Kaspa has been slowly pushing the limits of what Proof-of-Work networks can actually do. This week, the conversation picked up again after a community member known as “Banana” on X highlighted Kaspa’s long-term goal: scaling toward 100 blocks per second, a number that would put it in a completely different category from most traditional blockchains.
The idea sounds extreme at first, since speed is usually where decentralization and security start to break down. But Kaspa’s architecture was built around a different model from the start, using the GHOSTDAG protocol to process blocks in parallel instead of forcing the network into a strict one-block-at-a-time sequence.
Most blockchains still operate at relatively low throughput, which creates bottlenecks during periods of heavy usage. Kaspa’s roadmap is aiming for something closer to real-time settlement, where transactions can be included almost instantly without relying on centralized shortcuts.
Banana described the push as an attempt to reach the “physical limits” of what internet-based consensus can handle, framing it less as marketing and more as a technical milestone. If Kaspa can move toward sub-second block production at scale, it would change how fast PoW networks are even expected to perform.
The key point is that Kaspa doesn’t discard parallel blocks the way older chains do. Instead, it incorporates them into a BlockDAG structure, which is why higher block rates don’t automatically translate into chaos or constant orphaning.
At higher block frequencies, confirmation times shrink dramatically. That opens the door for Kaspa to function more like a high-speed payment layer, where inclusion happens quickly enough to feel seamless.
It also challenges the assumption that Proof-of-Work must remain slow and inefficient. Kaspa’s development suggests that PoW scalability may not be capped at the low single-digit blocks per second range forever, especially with protocols designed specifically for parallelism.
For investors and builders watching the space, this is why Kaspa continues to stand out. The jump from 1 BPS to 10 BPS was already a major step. If the network can eventually reach the next level, the implications would extend far beyond just faster blocks.
Kaspa’s roadmap is still unfolding, but this is one of the few projects trying to change what blockchain throughput can look like without abandoning decentralization.
Read also: How High Could Kaspa (KAS) Price Climb by 2030?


- [Problem to solve] Below are the entries; transcribe them exactly and drop every picture.

- [Given data]
────────────────
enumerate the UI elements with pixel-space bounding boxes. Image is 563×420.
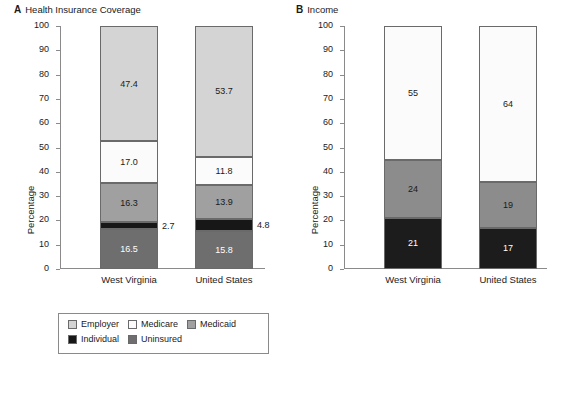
bar-segment-value: 24: [408, 184, 418, 194]
panel-b-y-tick-label: 80: [323, 69, 333, 80]
legend-label: Individual: [81, 334, 119, 345]
panel-a-y-tick: 10: [56, 245, 60, 246]
legend-item-medicare[interactable]: Medicare: [128, 319, 178, 330]
panel-a-legend-row: IndividualUninsured: [68, 334, 268, 345]
bar-segment-near-poor[interactable]: 19: [479, 182, 537, 228]
panel-b-heading: BIncome: [296, 4, 338, 15]
panel-a-y-tick-label: 0: [44, 263, 49, 274]
legend-swatch-icon: [187, 320, 196, 329]
panel-a-heading: AHealth Insurance Coverage: [14, 4, 141, 15]
bar-segment-value: 15.8: [215, 245, 233, 255]
panel-a-y-tick: 90: [56, 50, 60, 51]
panel-a-y-tick-label: 80: [39, 69, 49, 80]
legend-swatch-icon: [68, 335, 77, 344]
panel-a-y-tick: 100: [56, 26, 60, 27]
bar-segment-individual[interactable]: 4.8: [195, 219, 253, 231]
legend-item-employer[interactable]: Employer: [68, 319, 119, 330]
panel-a-y-tick: 80: [56, 75, 60, 76]
panel-b-y-tick: 50: [340, 148, 344, 149]
panel-b-y-tick-label: 70: [323, 93, 333, 104]
panel-a-letter: A: [14, 4, 21, 15]
panel-a-title: Health Insurance Coverage: [25, 4, 141, 15]
bar-segment-medicaid[interactable]: 16.3: [100, 183, 158, 223]
panel-b-y-axis-title: Percentage: [309, 186, 320, 235]
panel-b-y-tick: 20: [340, 220, 344, 221]
legend-swatch-icon: [128, 320, 137, 329]
panel-b-y-tick: 10: [340, 245, 344, 246]
panel-a-legend: EmployerMedicareMedicaidIndividualUninsu…: [58, 313, 269, 354]
bar-segment-value: 53.7: [215, 86, 233, 96]
x-axis-label-west-virginia: West Virginia: [385, 274, 441, 285]
panel-a-y-tick: 0: [56, 269, 60, 270]
panel-b-y-tick-label: 50: [323, 142, 333, 153]
panel-a-y-tick-label: 10: [39, 239, 49, 250]
bar-segment-medicare[interactable]: 17.0: [100, 141, 158, 182]
legend-swatch-icon: [68, 320, 77, 329]
panel-b-y-tick-label: 90: [323, 44, 333, 55]
panel-a-y-tick-label: 60: [39, 117, 49, 128]
bar-segment-value: 16.3: [120, 198, 138, 208]
bar-segment-non-poor[interactable]: 55: [384, 26, 442, 160]
bar-segment-value: 2.7: [162, 221, 175, 231]
bar-segment-value: 11.8: [216, 166, 233, 176]
panel-a-y-tick: 20: [56, 220, 60, 221]
panel-b-y-tick-label: 20: [323, 214, 333, 225]
panel-b-y-tick-label: 0: [328, 263, 333, 274]
panel-b-y-tick: 0: [340, 269, 344, 270]
bar-segment-medicaid[interactable]: 13.9: [195, 185, 253, 219]
bar-segment-poor[interactable]: 17: [479, 228, 537, 269]
bar-segment-uninsured[interactable]: 16.5: [100, 229, 158, 269]
panel-b-plot-area: 1009080706050403020100 212455West Virgin…: [344, 26, 547, 269]
bar-segment-value: 47.4: [120, 79, 138, 89]
x-axis-label-west-virginia: West Virginia: [101, 274, 157, 285]
panel-b-y-tick-label: 40: [323, 166, 333, 177]
bar-segment-value: 4.8: [257, 220, 270, 230]
bar-segment-value: 17.0: [120, 157, 138, 167]
panel-b-title: Income: [307, 4, 338, 15]
panel-income: BIncome Percentage 100908070605040302010…: [282, 0, 563, 420]
panel-a-y-tick: 50: [56, 148, 60, 149]
legend-label: Employer: [81, 319, 119, 330]
panel-b-y-tick: 80: [340, 75, 344, 76]
legend-label: Medicare: [141, 319, 178, 330]
panel-a-legend-row: EmployerMedicareMedicaid: [68, 319, 268, 330]
legend-swatch-icon: [128, 335, 137, 344]
legend-item-uninsured[interactable]: Uninsured: [128, 334, 182, 345]
bar-segment-value: 13.9: [215, 197, 233, 207]
bar-segment-value: 17: [503, 243, 513, 253]
panel-b-y-tick: 30: [340, 196, 344, 197]
bar-segment-individual[interactable]: 2.7: [100, 222, 158, 229]
legend-item-medicaid[interactable]: Medicaid: [187, 319, 236, 330]
bar-segment-employer[interactable]: 53.7: [195, 26, 253, 156]
panel-a-plot-area: 1009080706050403020100 16.52.716.317.047…: [60, 26, 265, 269]
panel-b-y-tick-label: 10: [323, 239, 333, 250]
bar-segment-medicare[interactable]: 11.8: [195, 157, 253, 186]
bar-segment-poor[interactable]: 21: [384, 218, 442, 269]
panel-a-y-tick: 40: [56, 172, 60, 173]
panel-b-y-tick: 60: [340, 123, 344, 124]
panel-b-y-tick-label: 30: [323, 190, 333, 201]
legend-item-individual[interactable]: Individual: [68, 334, 119, 345]
x-axis-label-united-states: United States: [479, 274, 536, 285]
bar-segment-near-poor[interactable]: 24: [384, 160, 442, 218]
panel-a-y-tick-label: 40: [39, 166, 49, 177]
panel-a-y-tick-label: 30: [39, 190, 49, 201]
bar-segment-employer[interactable]: 47.4: [100, 26, 158, 141]
panel-health-insurance-coverage: AHealth Insurance Coverage Percentage 10…: [0, 0, 281, 420]
panel-b-y-axis-line: [344, 26, 345, 269]
panel-a-y-tick-label: 70: [39, 93, 49, 104]
bar-segment-uninsured[interactable]: 15.8: [195, 231, 253, 269]
panel-a-y-axis-line: [60, 26, 61, 269]
bar-segment-value: 64: [503, 99, 513, 109]
bar-segment-non-poor[interactable]: 64: [479, 26, 537, 182]
panel-b-y-tick: 100: [340, 26, 344, 27]
panel-a-y-tick-label: 100: [34, 20, 49, 31]
bar-segment-value: 21: [408, 238, 418, 248]
panel-a-y-tick: 30: [56, 196, 60, 197]
panel-a-y-tick: 60: [56, 123, 60, 124]
panel-a-y-tick-label: 90: [39, 44, 49, 55]
legend-label: Medicaid: [200, 319, 236, 330]
x-axis-label-united-states: United States: [195, 274, 252, 285]
bar-segment-value: 55: [408, 88, 418, 98]
panel-a-y-axis-title: Percentage: [25, 186, 36, 235]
────────────────
- [Output for this exercise]
enumerate the UI elements with pixel-space bounding boxes. Image is 563×420.
bar-segment-value: 24: [408, 184, 418, 194]
panel-b-y-tick-label: 80: [323, 69, 333, 80]
legend-label: Individual: [81, 334, 119, 345]
panel-a-y-tick: 10: [56, 245, 60, 246]
legend-item-medicare[interactable]: Medicare: [128, 319, 178, 330]
panel-a-legend-row: IndividualUninsured: [68, 334, 268, 345]
bar-segment-near-poor[interactable]: 19: [479, 182, 537, 228]
panel-b-heading: BIncome: [296, 4, 338, 15]
panel-a-y-tick-label: 0: [44, 263, 49, 274]
legend-swatch-icon: [187, 320, 196, 329]
panel-a-heading: AHealth Insurance Coverage: [14, 4, 141, 15]
bar-segment-value: 15.8: [215, 245, 233, 255]
panel-a-y-tick: 90: [56, 50, 60, 51]
panel-a-y-tick-label: 80: [39, 69, 49, 80]
legend-swatch-icon: [68, 335, 77, 344]
panel-a-y-tick: 100: [56, 26, 60, 27]
bar-segment-individual[interactable]: 4.8: [195, 219, 253, 231]
legend-item-employer[interactable]: Employer: [68, 319, 119, 330]
panel-a-y-tick: 80: [56, 75, 60, 76]
panel-b-y-tick: 50: [340, 148, 344, 149]
panel-b-y-tick-label: 70: [323, 93, 333, 104]
panel-a-letter: A: [14, 4, 21, 15]
panel-a-title: Health Insurance Coverage: [25, 4, 141, 15]
bar-segment-medicaid[interactable]: 16.3: [100, 183, 158, 223]
panel-b-y-axis-title: Percentage: [309, 186, 320, 235]
panel-b-y-tick: 20: [340, 220, 344, 221]
legend-swatch-icon: [128, 320, 137, 329]
panel-b-y-tick: 10: [340, 245, 344, 246]
panel-a-legend: EmployerMedicareMedicaidIndividualUninsu…: [58, 313, 269, 354]
bar-segment-value: 53.7: [215, 86, 233, 96]
x-axis-label-west-virginia: West Virginia: [385, 274, 441, 285]
panel-a-y-tick: 0: [56, 269, 60, 270]
panel-b-y-tick-label: 50: [323, 142, 333, 153]
panel-a-y-tick-label: 10: [39, 239, 49, 250]
bar-segment-medicare[interactable]: 17.0: [100, 141, 158, 182]
legend-swatch-icon: [68, 320, 77, 329]
panel-b-y-tick-label: 90: [323, 44, 333, 55]
panel-a-y-tick-label: 60: [39, 117, 49, 128]
bar-segment-value: 16.3: [120, 198, 138, 208]
bar-segment-non-poor[interactable]: 55: [384, 26, 442, 160]
bar-segment-value: 2.7: [162, 221, 175, 231]
bar-segment-value: 11.8: [216, 166, 233, 176]
panel-a-y-tick: 20: [56, 220, 60, 221]
panel-b-y-tick-label: 20: [323, 214, 333, 225]
panel-b-y-tick-label: 0: [328, 263, 333, 274]
panel-b-y-tick: 0: [340, 269, 344, 270]
bar-segment-medicaid[interactable]: 13.9: [195, 185, 253, 219]
bar-segment-poor[interactable]: 17: [479, 228, 537, 269]
bar-segment-uninsured[interactable]: 16.5: [100, 229, 158, 269]
panel-b-plot-area: 1009080706050403020100 212455West Virgin…: [344, 26, 547, 269]
bar-segment-value: 47.4: [120, 79, 138, 89]
x-axis-label-west-virginia: West Virginia: [101, 274, 157, 285]
panel-b-y-tick-label: 40: [323, 166, 333, 177]
bar-segment-value: 4.8: [257, 220, 270, 230]
bar-segment-value: 17.0: [120, 157, 138, 167]
panel-b-title: Income: [307, 4, 338, 15]
panel-income: BIncome Percentage 100908070605040302010…: [282, 0, 563, 420]
panel-a-y-tick: 50: [56, 148, 60, 149]
legend-label: Employer: [81, 319, 119, 330]
panel-b-y-tick: 80: [340, 75, 344, 76]
legend-label: Medicare: [141, 319, 178, 330]
panel-a-legend-row: EmployerMedicareMedicaid: [68, 319, 268, 330]
legend-swatch-icon: [128, 335, 137, 344]
legend-item-uninsured[interactable]: Uninsured: [128, 334, 182, 345]
bar-segment-value: 13.9: [215, 197, 233, 207]
bar-segment-value: 17: [503, 243, 513, 253]
panel-b-y-tick: 30: [340, 196, 344, 197]
bar-segment-individual[interactable]: 2.7: [100, 222, 158, 229]
legend-item-medicaid[interactable]: Medicaid: [187, 319, 236, 330]
bar-segment-employer[interactable]: 53.7: [195, 26, 253, 156]
panel-a-plot-area: 1009080706050403020100 16.52.716.317.047…: [60, 26, 265, 269]
panel-b-y-tick-label: 10: [323, 239, 333, 250]
bar-segment-medicare[interactable]: 11.8: [195, 157, 253, 186]
bar-segment-poor[interactable]: 21: [384, 218, 442, 269]
panel-a-y-tick: 40: [56, 172, 60, 173]
panel-b-y-tick: 60: [340, 123, 344, 124]
panel-b-y-tick-label: 30: [323, 190, 333, 201]
legend-item-individual[interactable]: Individual: [68, 334, 119, 345]
x-axis-label-united-states: United States: [479, 274, 536, 285]
bar-segment-near-poor[interactable]: 24: [384, 160, 442, 218]
panel-a-y-tick-label: 40: [39, 166, 49, 177]
panel-a-y-tick-label: 30: [39, 190, 49, 201]
bar-segment-employer[interactable]: 47.4: [100, 26, 158, 141]
panel-health-insurance-coverage: AHealth Insurance Coverage Percentage 10…: [0, 0, 281, 420]
panel-b-y-axis-line: [344, 26, 345, 269]
panel-a-y-tick-label: 70: [39, 93, 49, 104]
bar-segment-uninsured[interactable]: 15.8: [195, 231, 253, 269]
panel-a-y-axis-line: [60, 26, 61, 269]
bar-segment-value: 64: [503, 99, 513, 109]
bar-segment-non-poor[interactable]: 64: [479, 26, 537, 182]
panel-b-y-tick: 100: [340, 26, 344, 27]
panel-a-y-tick-label: 100: [34, 20, 49, 31]
bar-segment-value: 21: [408, 238, 418, 248]
panel-a-y-tick: 30: [56, 196, 60, 197]
panel-a-y-tick: 60: [56, 123, 60, 124]
panel-a-y-tick-label: 90: [39, 44, 49, 55]
legend-label: Medicaid: [200, 319, 236, 330]
x-axis-label-united-states: United States: [195, 274, 252, 285]
bar-segment-value: 55: [408, 88, 418, 98]
panel-a-y-axis-title: Percentage: [25, 186, 36, 235]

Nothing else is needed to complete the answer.